You weren’t dressed in shag carpeting

        or decorated in 70’s harvest gold appliances.

You didn’t smell of pot, weren’t littered with drop cloths

        and paint cans, hammers, a table saw.

You weren’t introduced to me by a woman in leopard-print

        sleep pants and black tank, a vape nestled in her cleavage.

 

You were light as meringue. Plaster walls with new white paint

       and doors like a bodybuilder’s neck. Big windows

       that let in the scent of fall rain.

       Your owner required three references and called each one.You were built to survive. A flood that flowed

       through you uninvited, an angry fist in your wall,

       tenants who never appreciated your luxurious closets.

 

You smelled of just-installed carpeting, bathroom cleaner.

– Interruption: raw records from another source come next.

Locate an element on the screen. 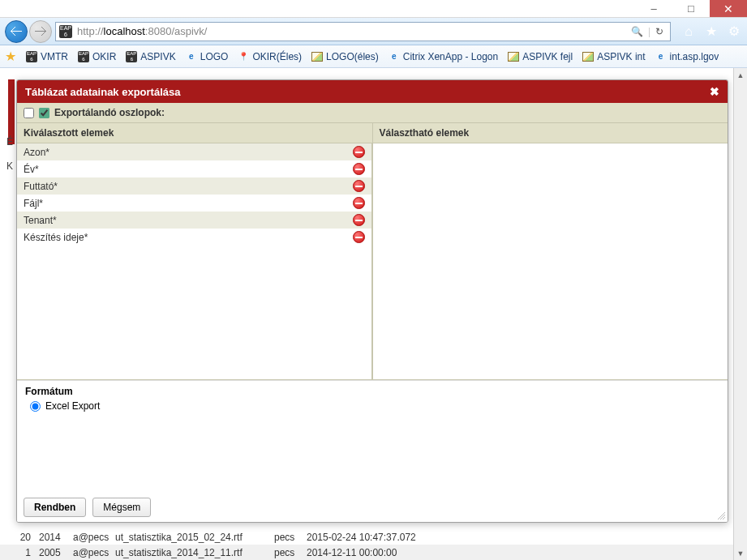  window-close-button: ✕ is located at coordinates (728, 8).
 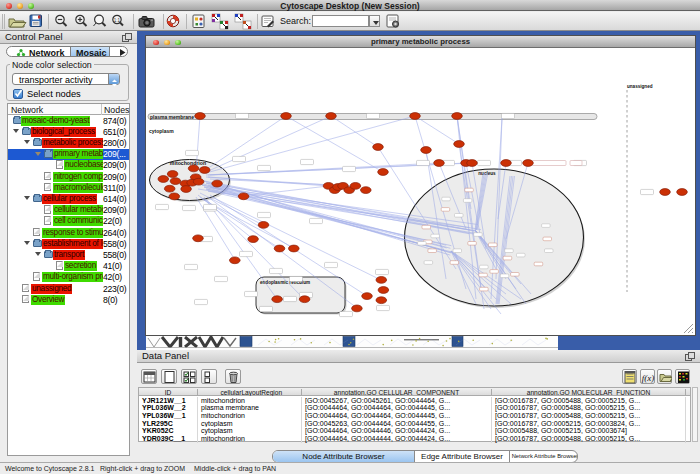 I want to click on svg-text: Network, so click(x=48, y=52).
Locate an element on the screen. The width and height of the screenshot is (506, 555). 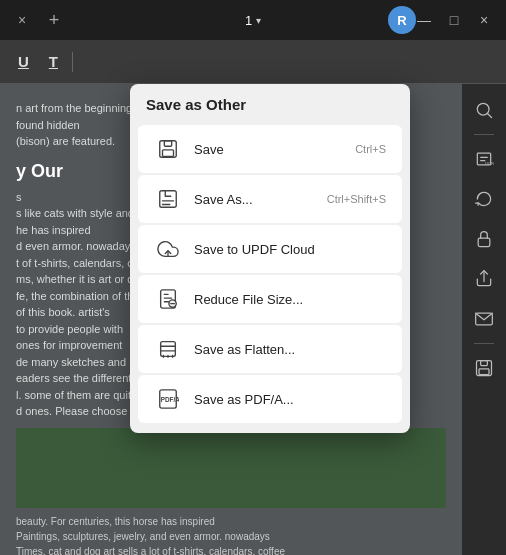
reduce-size-label: Reduce File Size... is located at coordinates (284, 300).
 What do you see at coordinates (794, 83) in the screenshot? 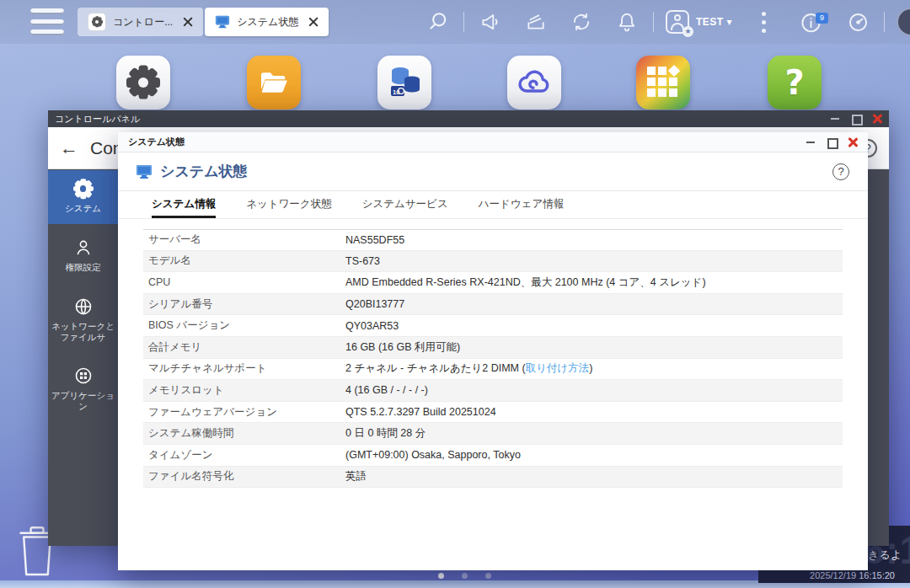
I see `question-mark-icon: ?` at bounding box center [794, 83].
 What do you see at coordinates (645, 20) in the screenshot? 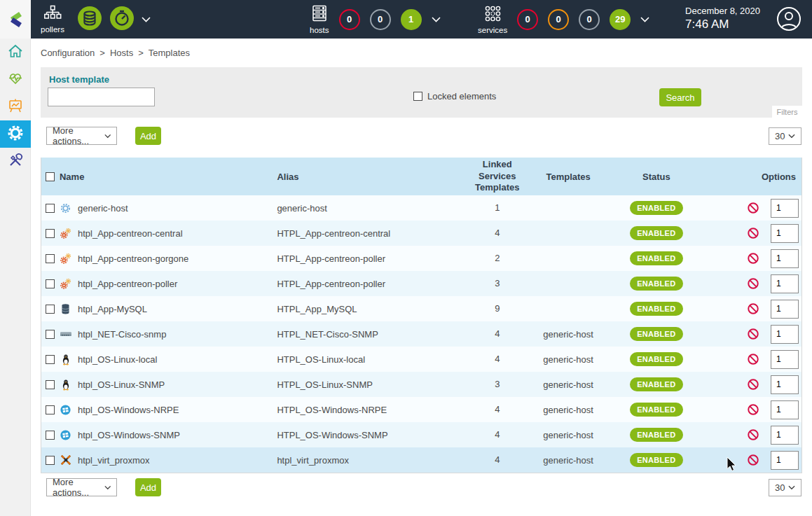
I see `services-chevron-down-icon` at bounding box center [645, 20].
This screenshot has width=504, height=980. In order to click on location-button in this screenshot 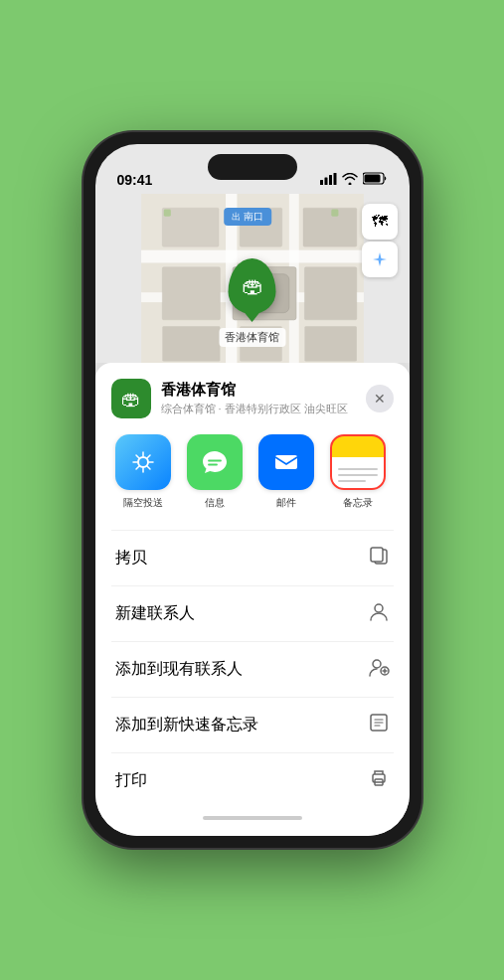, I will do `click(380, 259)`.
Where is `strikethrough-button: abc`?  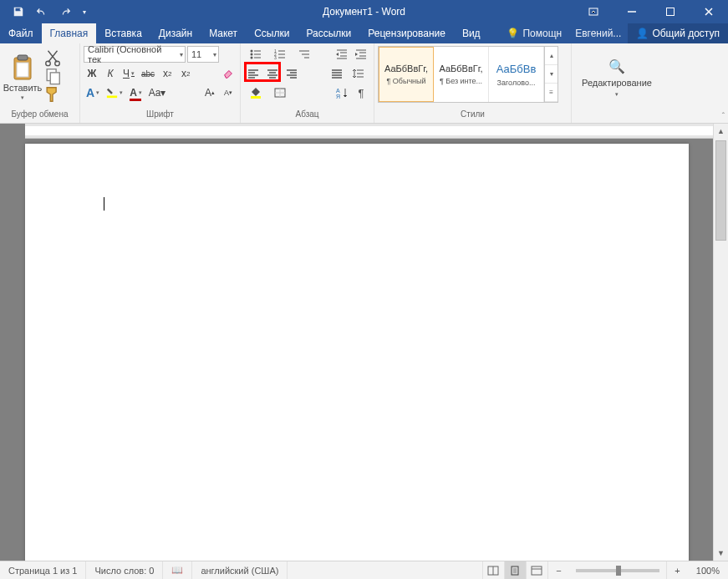
strikethrough-button: abc is located at coordinates (148, 74).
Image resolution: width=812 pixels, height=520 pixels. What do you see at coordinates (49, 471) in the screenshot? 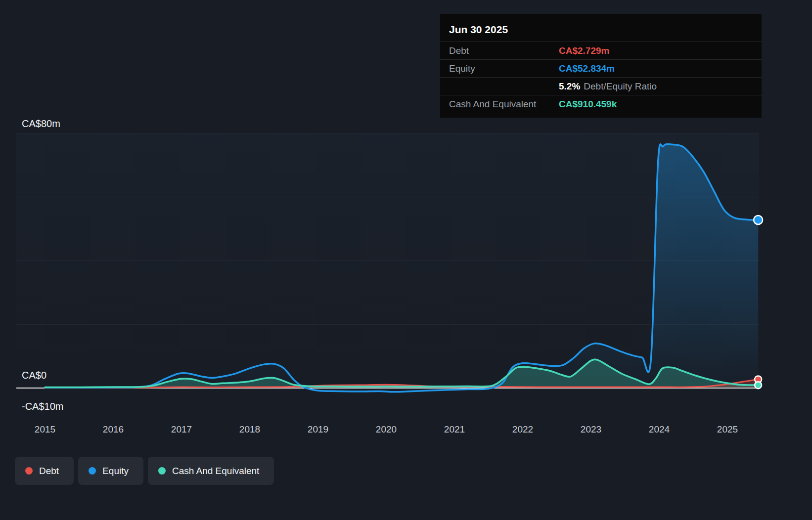
I see `legend-debt-label: Debt` at bounding box center [49, 471].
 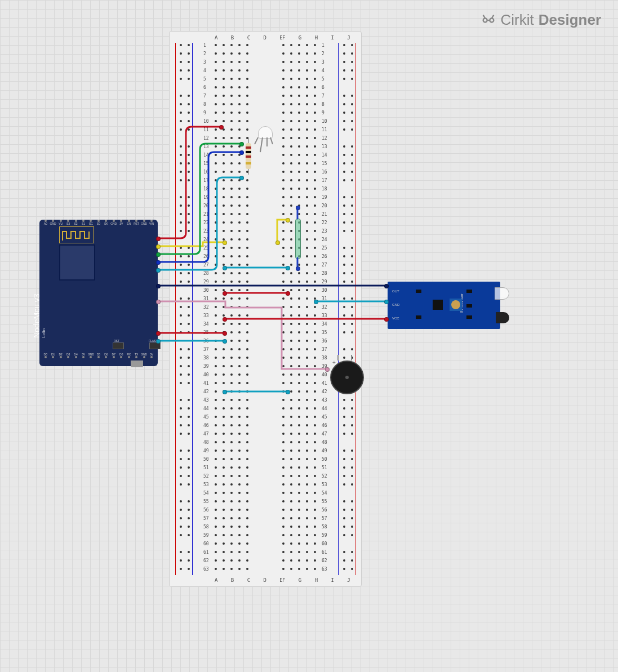 What do you see at coordinates (193, 309) in the screenshot?
I see `rail-blue-left` at bounding box center [193, 309].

       Later, of pine or cucumber melon. Thieves or eucalyptus, sex and love.

You were quiet, still empty the first night we spent together. You and me,

       a backpack, garbage bag stuffed with clothes and towels. I slept

       on the bedroom floor with a comforter and pillow.

You never judged the boxes of books hauled up three flights to your built-ins,

       the fog I brought into your uncluttered space.

You believed in the fact that time didn’t exist. That memory was bendable,

      that you could stitch my heart and de-clutter my mind. Soon we breathed

      in tandem.  Soon you taught me how to survive.